Is Sumi Ink Club directly related to Lucky Dragons?
SR: They are connected in the sense that they share a similar ethos of collaboration and power sharing. But we treat them as separate entities, mainly so that people feel free to hold their own Sumi Ink Club events and local meetings. There have been moments where we’ve experimented with combining the two, like in Auto-Italia in London, which is an artist-run gallery located in a building that was originally a car dealership. We held an open meeting of SIC where people gathered to paint the wrap-around windows and then Lucky Dragons performed when the sun went down. When we commissioned Sumi Ink Club to make the cover for our last album, "Open Power," we formally asked SIC if they would do it, even though the two groups often contain the same members. They said yes.
LF: They dovetail in nice ways. Whereas Lucky Dragons projects are often participatory, Sumi Ink Club extends these actions more explicitly to the level of collaboration and group ownership. We’ll keep inventing new projects that draw from what we’ve learned — alternative ways of working towards similar goals that are won’t cancel one another out, that inform each other and borrow from each other. With so many answers, we’re getting closer to figuring out what the question is.
Can you describe the New Other Thing?
SR: It’s a record label that involves no money and no objects. Everything is free. No records or CDs are produced, the albums stream from the Web site. People often like to contribute experiments, single takes, or things they’ve been working on that don’t make it into the finished album. All the weird, wonderful stuff that you hardly ever hear. In a way it’s like raiding someone’s personal archive and extracting a gem that might otherwise not become public.

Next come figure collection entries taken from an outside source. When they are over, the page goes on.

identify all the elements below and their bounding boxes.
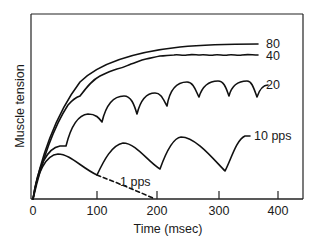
x-tick-200: 200 bbox=[147, 204, 168, 218]
label-1pps: 1 pps bbox=[120, 175, 151, 189]
y-axis-label: Muscle tension bbox=[13, 64, 27, 147]
x-tick-300: 300 bbox=[209, 204, 230, 218]
x-tick-100: 100 bbox=[87, 204, 108, 218]
x-tick-0: 0 bbox=[30, 204, 37, 218]
x-tick-labels: 0 100 200 300 400 bbox=[30, 204, 289, 218]
x-tick-400: 400 bbox=[268, 204, 289, 218]
tension-chart: 0 100 200 300 400 Time (msec) Muscle ten… bbox=[0, 0, 318, 243]
x-ticks bbox=[97, 191, 278, 199]
x-axis-label: Time (msec) bbox=[134, 222, 203, 236]
label-40: 40 bbox=[266, 49, 280, 63]
label-10pps: 10 pps bbox=[254, 129, 292, 143]
label-20: 20 bbox=[266, 78, 280, 92]
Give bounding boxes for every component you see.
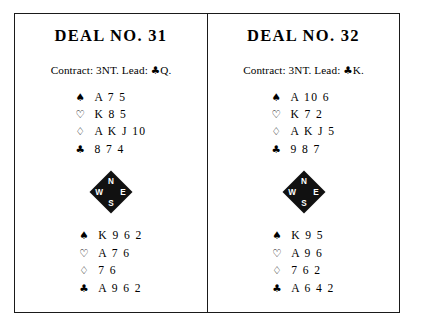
heart-icon: ♡ <box>79 246 92 261</box>
north-clubs-31: 8 7 4 <box>94 142 146 158</box>
north-spades-32: A 10 6 <box>291 90 336 106</box>
heart-icon: ♡ <box>272 107 285 122</box>
contract-line-32: Contract: 3NT. Lead: ♣K. <box>243 64 364 76</box>
south-hand-31: ♠ K 9 6 2 ♡ A 7 6 ♢ 7 6 ♣ A 9 6 2 <box>79 228 142 297</box>
deal-panel-31: DEAL NO. 31 Contract: 3NT. Lead: ♣Q. ♠ A… <box>15 14 207 312</box>
north-clubs-32: 9 8 7 <box>291 142 336 158</box>
spade-icon: ♠ <box>272 228 285 243</box>
south-diamonds-32: 7 6 2 <box>291 263 335 279</box>
compass-diamond-icon: N W E S <box>88 169 134 215</box>
compass-north-label-31: N <box>108 177 114 186</box>
south-spades-31: K 9 6 2 <box>98 228 142 244</box>
north-diamonds-31: A K J 10 <box>94 124 146 140</box>
north-spades-31: A 7 5 <box>94 90 146 106</box>
lead-rank-32: K. <box>353 64 364 76</box>
south-spades-32: K 9 5 <box>291 228 335 244</box>
compass-south-label-31: S <box>108 199 114 208</box>
south-diamonds-31: 7 6 <box>98 263 142 279</box>
spade-icon: ♠ <box>75 90 88 105</box>
compass-west-label-31: W <box>95 188 103 197</box>
south-hearts-31: A 7 6 <box>98 246 142 262</box>
club-icon: ♣ <box>272 142 285 157</box>
north-hearts-32: K 7 2 <box>291 107 336 123</box>
contract-text-31: Contract: 3NT. Lead: <box>51 64 151 76</box>
contract-line-31: Contract: 3NT. Lead: ♣Q. <box>51 64 172 76</box>
south-clubs-31: A 9 6 2 <box>98 281 142 297</box>
compass-east-label-32: E <box>313 188 319 197</box>
north-hand-31: ♠ A 7 5 ♡ K 8 5 ♢ A K J 10 ♣ 8 7 4 <box>75 90 146 159</box>
spade-icon: ♠ <box>272 90 285 105</box>
north-hand-32: ♠ A 10 6 ♡ K 7 2 ♢ A K J 5 ♣ 9 8 7 <box>272 90 336 159</box>
club-icon: ♣ <box>79 281 92 296</box>
north-diamonds-32: A K J 5 <box>291 124 336 140</box>
compass-rose-32: N W E S <box>281 169 327 215</box>
south-hearts-32: A 9 6 <box>291 246 335 262</box>
diamond-icon: ♢ <box>79 263 92 278</box>
lead-rank-31: Q. <box>160 64 171 76</box>
lead-suit-icon-31: ♣ <box>151 64 161 76</box>
spade-icon: ♠ <box>79 228 92 243</box>
lead-suit-icon-32: ♣ <box>343 64 353 76</box>
compass-diamond-icon: N W E S <box>281 169 327 215</box>
contract-text-32: Contract: 3NT. Lead: <box>243 64 343 76</box>
diamond-icon: ♢ <box>272 124 285 139</box>
compass-south-label-32: S <box>301 199 307 208</box>
bridge-deals-page: DEAL NO. 31 Contract: 3NT. Lead: ♣Q. ♠ A… <box>0 0 421 324</box>
club-icon: ♣ <box>272 281 285 296</box>
club-icon: ♣ <box>75 142 88 157</box>
diamond-icon: ♢ <box>272 263 285 278</box>
compass-east-label-31: E <box>120 188 126 197</box>
compass-rose-31: N W E S <box>88 169 134 215</box>
south-hand-32: ♠ K 9 5 ♡ A 9 6 ♢ 7 6 2 ♣ A 6 4 2 <box>272 228 335 297</box>
diamond-icon: ♢ <box>75 124 88 139</box>
north-hearts-31: K 8 5 <box>94 107 146 123</box>
compass-west-label-32: W <box>288 188 296 197</box>
page-border-frame: DEAL NO. 31 Contract: 3NT. Lead: ♣Q. ♠ A… <box>14 13 400 313</box>
deal-title-32: DEAL NO. 32 <box>247 28 360 45</box>
heart-icon: ♡ <box>272 246 285 261</box>
south-clubs-32: A 6 4 2 <box>291 281 335 297</box>
heart-icon: ♡ <box>75 107 88 122</box>
deal-panel-32: DEAL NO. 32 Contract: 3NT. Lead: ♣K. ♠ A… <box>207 14 399 312</box>
compass-north-label-32: N <box>301 177 307 186</box>
deal-title-31: DEAL NO. 31 <box>55 28 168 45</box>
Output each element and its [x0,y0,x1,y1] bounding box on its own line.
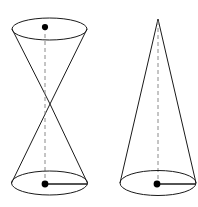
double-cone-top-center-dot [42,24,48,30]
figure-background [0,0,198,207]
cone-geometry-figure [0,0,198,207]
double-cone-base-center-dot [42,181,49,188]
single-cone-base-center-dot [154,181,161,188]
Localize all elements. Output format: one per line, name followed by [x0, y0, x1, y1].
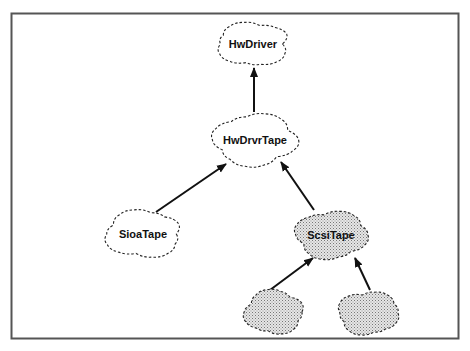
class-label: HwDriver [229, 38, 278, 50]
class-node-hwdriver: HwDriver [218, 22, 287, 65]
inheritance-arrow-scsitape-to-hwdrvrtape [281, 162, 314, 210]
class-node-sub2 [338, 292, 398, 335]
class-node-scsitape: ScsiTape [294, 211, 368, 259]
cloud-shape [338, 292, 398, 335]
class-node-sub1 [243, 289, 303, 334]
class-label: HwDrvrTape [223, 134, 287, 146]
inheritance-arrow-sub2-to-scsitape [355, 258, 370, 290]
class-node-sioatape: SioaTape [105, 210, 179, 258]
cloud-shape [243, 289, 303, 334]
inheritance-arrow-sioatape-to-hwdrvrtape [156, 164, 226, 212]
class-label: SioaTape [119, 228, 167, 240]
inheritance-arrow-sub1-to-scsitape [270, 258, 313, 290]
class-node-hwdrvrtape: HwDrvrTape [212, 114, 299, 168]
class-label: ScsiTape [307, 229, 355, 241]
class-hierarchy-diagram: HwDriverHwDrvrTapeSioaTapeScsiTape [0, 0, 470, 351]
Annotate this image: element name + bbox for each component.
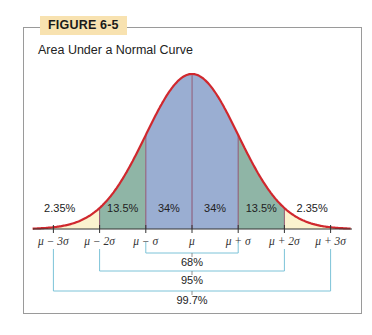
bracket-label: 68% <box>181 256 203 268</box>
region-percent-label: 13.5% <box>246 202 277 214</box>
region-percent-label: 34% <box>204 202 226 214</box>
x-tick-label: μ − 3σ <box>37 235 70 248</box>
normal-curve-chart: μ − 3σμ − 2σμ − σμμ + σμ + 2σμ + 3σ 2.35… <box>0 0 372 335</box>
region-percent-label: 2.35% <box>297 202 328 214</box>
x-tick-label: μ − 2σ <box>83 235 116 248</box>
region-percent-label: 13.5% <box>107 202 138 214</box>
x-tick-label: μ + 2σ <box>268 235 301 248</box>
region-percent-label: 2.35% <box>44 202 75 214</box>
x-tick-label: μ <box>188 235 195 248</box>
bracket-label: 95% <box>181 274 203 286</box>
x-tick-label: μ + 3σ <box>314 235 347 248</box>
bracket-label: 99.7% <box>176 294 207 306</box>
region-percent-label: 34% <box>158 202 180 214</box>
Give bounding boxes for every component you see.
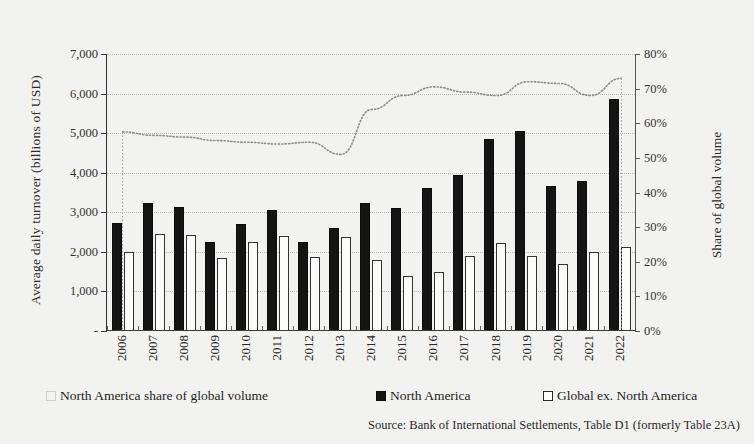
share-swatch-icon — [46, 391, 56, 401]
x-axis-tick-label: 2022 — [612, 335, 628, 361]
chart-figure: Average daily turnover (billions of USD)… — [0, 0, 754, 444]
y-axis-left-tick-label: 7,000 — [70, 47, 98, 62]
legend-item[interactable]: Global ex. North America — [543, 388, 697, 404]
x-axis-tick: 2019 — [511, 333, 542, 379]
x-axis-labels: 2006200720082009201020112012201320142015… — [106, 333, 636, 379]
x-axis-tick-label: 2009 — [207, 335, 223, 361]
y-axis-right-tick-label: 30% — [644, 220, 667, 235]
y-axis-right-tick-label: 50% — [644, 150, 667, 165]
legend-item-label: Global ex. North America — [557, 388, 697, 404]
x-axis-tick: 2008 — [168, 333, 199, 379]
x-axis-tick: 2017 — [449, 333, 480, 379]
y-axis-right-tick-label: 60% — [644, 116, 667, 131]
x-axis-tick-label: 2018 — [488, 335, 504, 361]
share-line-series — [107, 54, 637, 331]
y-axis-right-tick — [635, 331, 640, 332]
x-axis-tick-label: 2019 — [519, 335, 535, 361]
x-axis-tick: 2022 — [605, 333, 636, 379]
x-axis-tick-label: 2021 — [581, 335, 597, 361]
x-axis-tick: 2007 — [137, 333, 168, 379]
x-axis-tick: 2011 — [262, 333, 293, 379]
global-ex-na-swatch-icon — [543, 391, 553, 401]
y-axis-right-title: Share of global volume — [706, 60, 728, 330]
x-axis-tick-label: 2016 — [425, 335, 441, 361]
y-axis-right-tick-label: 70% — [644, 81, 667, 96]
x-axis-tick-label: 2012 — [301, 335, 317, 361]
x-axis-tick-label: 2011 — [269, 335, 285, 361]
x-axis-tick: 2006 — [106, 333, 137, 379]
legend-item-label: North America share of global volume — [60, 388, 268, 404]
share-line-path — [123, 78, 622, 154]
y-axis-left-tick-label: 5,000 — [70, 126, 98, 141]
north-america-swatch-icon — [376, 391, 386, 401]
y-axis-right-tick-label: 0% — [644, 324, 661, 339]
x-axis-tick: 2010 — [231, 333, 262, 379]
x-axis-tick: 2020 — [542, 333, 573, 379]
x-axis-tick: 2012 — [293, 333, 324, 379]
x-axis-tick-label: 2017 — [456, 335, 472, 361]
x-axis-tick-label: 2015 — [394, 335, 410, 361]
y-axis-left-tick-label: 4,000 — [70, 165, 98, 180]
x-axis-tick-label: 2008 — [176, 335, 192, 361]
chart-legend: North America share of global volumeNort… — [46, 385, 712, 407]
x-axis-tick: 2021 — [574, 333, 605, 379]
plot-area: -1,0002,0003,0004,0005,0006,0007,000 0%1… — [106, 54, 636, 331]
y-axis-right-tick-label: 10% — [644, 289, 667, 304]
x-axis-tick-label: 2014 — [363, 335, 379, 361]
y-axis-right-tick-label: 20% — [644, 254, 667, 269]
y-axis-right-tick-label: 40% — [644, 185, 667, 200]
y-axis-left-tick-label: 6,000 — [70, 86, 98, 101]
x-axis-tick: 2014 — [355, 333, 386, 379]
y-axis-left-tick — [101, 331, 107, 332]
source-note: Source: Bank of International Settlement… — [0, 418, 740, 433]
x-axis-tick-label: 2013 — [332, 335, 348, 361]
y-axis-left-tick-label: 1,000 — [70, 284, 98, 299]
x-axis-tick-label: 2010 — [238, 335, 254, 361]
y-axis-left-tick-label: 3,000 — [70, 205, 98, 220]
x-axis-tick-label: 2020 — [550, 335, 566, 361]
x-axis-tick: 2018 — [480, 333, 511, 379]
x-axis-tick-label: 2006 — [114, 335, 130, 361]
legend-item[interactable]: North America share of global volume — [46, 388, 268, 404]
x-axis-baseline — [106, 330, 636, 331]
x-axis-tick-label: 2007 — [145, 335, 161, 361]
x-axis-tick: 2016 — [418, 333, 449, 379]
x-axis-tick: 2013 — [324, 333, 355, 379]
legend-item-label: North America — [390, 388, 471, 404]
y-axis-left-title: Average daily turnover (billions of USD) — [24, 48, 48, 332]
y-axis-left-tick-label: 2,000 — [70, 244, 98, 259]
y-axis-right-tick-label: 80% — [644, 47, 667, 62]
x-axis-tick: 2015 — [387, 333, 418, 379]
legend-item[interactable]: North America — [376, 388, 471, 404]
y-axis-left-tick-label: - — [94, 324, 98, 339]
x-axis-tick: 2009 — [200, 333, 231, 379]
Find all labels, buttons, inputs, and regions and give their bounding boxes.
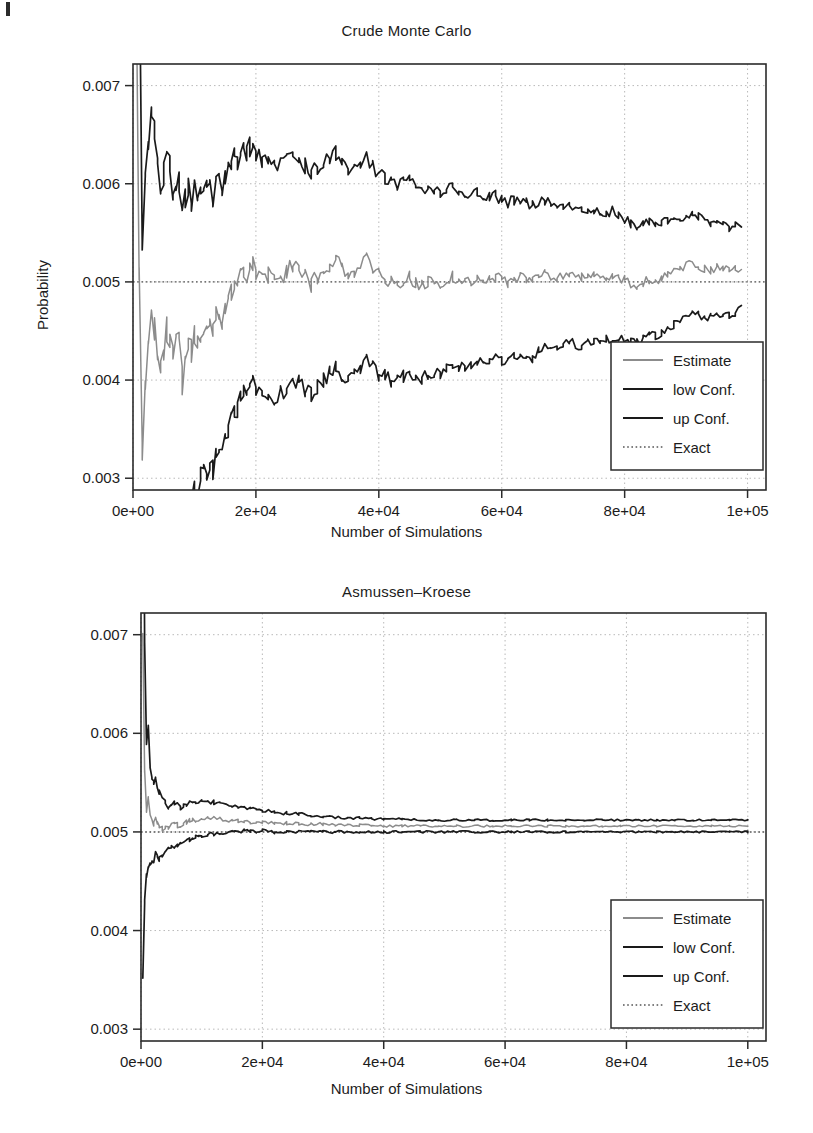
chart-canvas-asmussen-kroese: 0.0030.0040.0050.0060.0070e+002e+044e+04…	[0, 566, 813, 1133]
x-axis-label: Number of Simulations	[0, 523, 813, 540]
legend-label-up-conf: up Conf.	[673, 410, 730, 427]
y-tick-label: 0.003	[90, 1020, 128, 1037]
x-tick-label: 6e+04	[481, 502, 523, 519]
legend-label-low-conf: low Conf.	[673, 381, 736, 398]
chart-panel-asmussen-kroese: Asmussen–Kroese Probability 0.0030.0040.…	[0, 566, 813, 1133]
x-tick-label: 8e+04	[605, 1053, 647, 1070]
x-tick-label: 4e+04	[358, 502, 400, 519]
x-tick-label: 2e+04	[235, 502, 277, 519]
y-tick-label: 0.005	[90, 823, 128, 840]
chart-legend: Estimatelow Conf.up Conf.Exact	[611, 900, 763, 1028]
x-tick-label: 8e+04	[604, 502, 646, 519]
y-tick-label: 0.005	[82, 273, 120, 290]
x-tick-label: 0e+00	[120, 1053, 162, 1070]
legend-label-exact: Exact	[673, 997, 711, 1014]
x-tick-label: 6e+04	[484, 1053, 526, 1070]
y-tick-label: 0.006	[82, 175, 120, 192]
chart-panel-crude-monte-carlo: Crude Monte Carlo Probability 0.0030.004…	[0, 0, 813, 566]
legend-label-low-conf: low Conf.	[673, 939, 736, 956]
chart-legend: Estimatelow Conf.up Conf.Exact	[611, 342, 763, 470]
series-group	[136, 0, 741, 662]
y-tick-label: 0.004	[90, 922, 128, 939]
legend-label-estimate: Estimate	[673, 352, 731, 369]
x-tick-label: 1e+05	[726, 502, 768, 519]
legend-label-estimate: Estimate	[673, 910, 731, 927]
series-line-estimate	[143, 633, 748, 831]
legend-label-up-conf: up Conf.	[673, 968, 730, 985]
figure-page: Crude Monte Carlo Probability 0.0030.004…	[0, 0, 813, 1133]
x-tick-label: 2e+04	[241, 1053, 283, 1070]
y-tick-label: 0.007	[90, 626, 128, 643]
x-tick-label: 4e+04	[363, 1053, 405, 1070]
x-tick-label: 1e+05	[727, 1053, 769, 1070]
y-tick-label: 0.004	[82, 371, 120, 388]
x-tick-label: 0e+00	[112, 502, 154, 519]
series-line-up-conf	[136, 0, 741, 250]
legend-label-exact: Exact	[673, 439, 711, 456]
y-tick-label: 0.007	[82, 77, 120, 94]
x-axis-label: Number of Simulations	[0, 1080, 813, 1097]
y-tick-label: 0.003	[82, 469, 120, 486]
y-tick-label: 0.006	[90, 724, 128, 741]
chart-canvas-crude: 0.0030.0040.0050.0060.0070e+002e+044e+04…	[0, 0, 813, 566]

LF: We started it as a collaboration with our friend Brendan Fowler, as a way to make the process of releasing and distributing music more like the process by which we’ve become used to listening to music (casually, on demand, everywhere, always, easily and infinitely shared, outside of any economy or law) but keeping the aesthetic and ethic of punk culture that initially brought us into a material relationship with music — curated, handmade, small-scale, and with a will towards sustainability and cohesion that gets beyond pure publicity. Whether this makes sense for a net-label remains to be seen, but at the moment it’s a fun way to bring people into the process of rethinking what it means to release music.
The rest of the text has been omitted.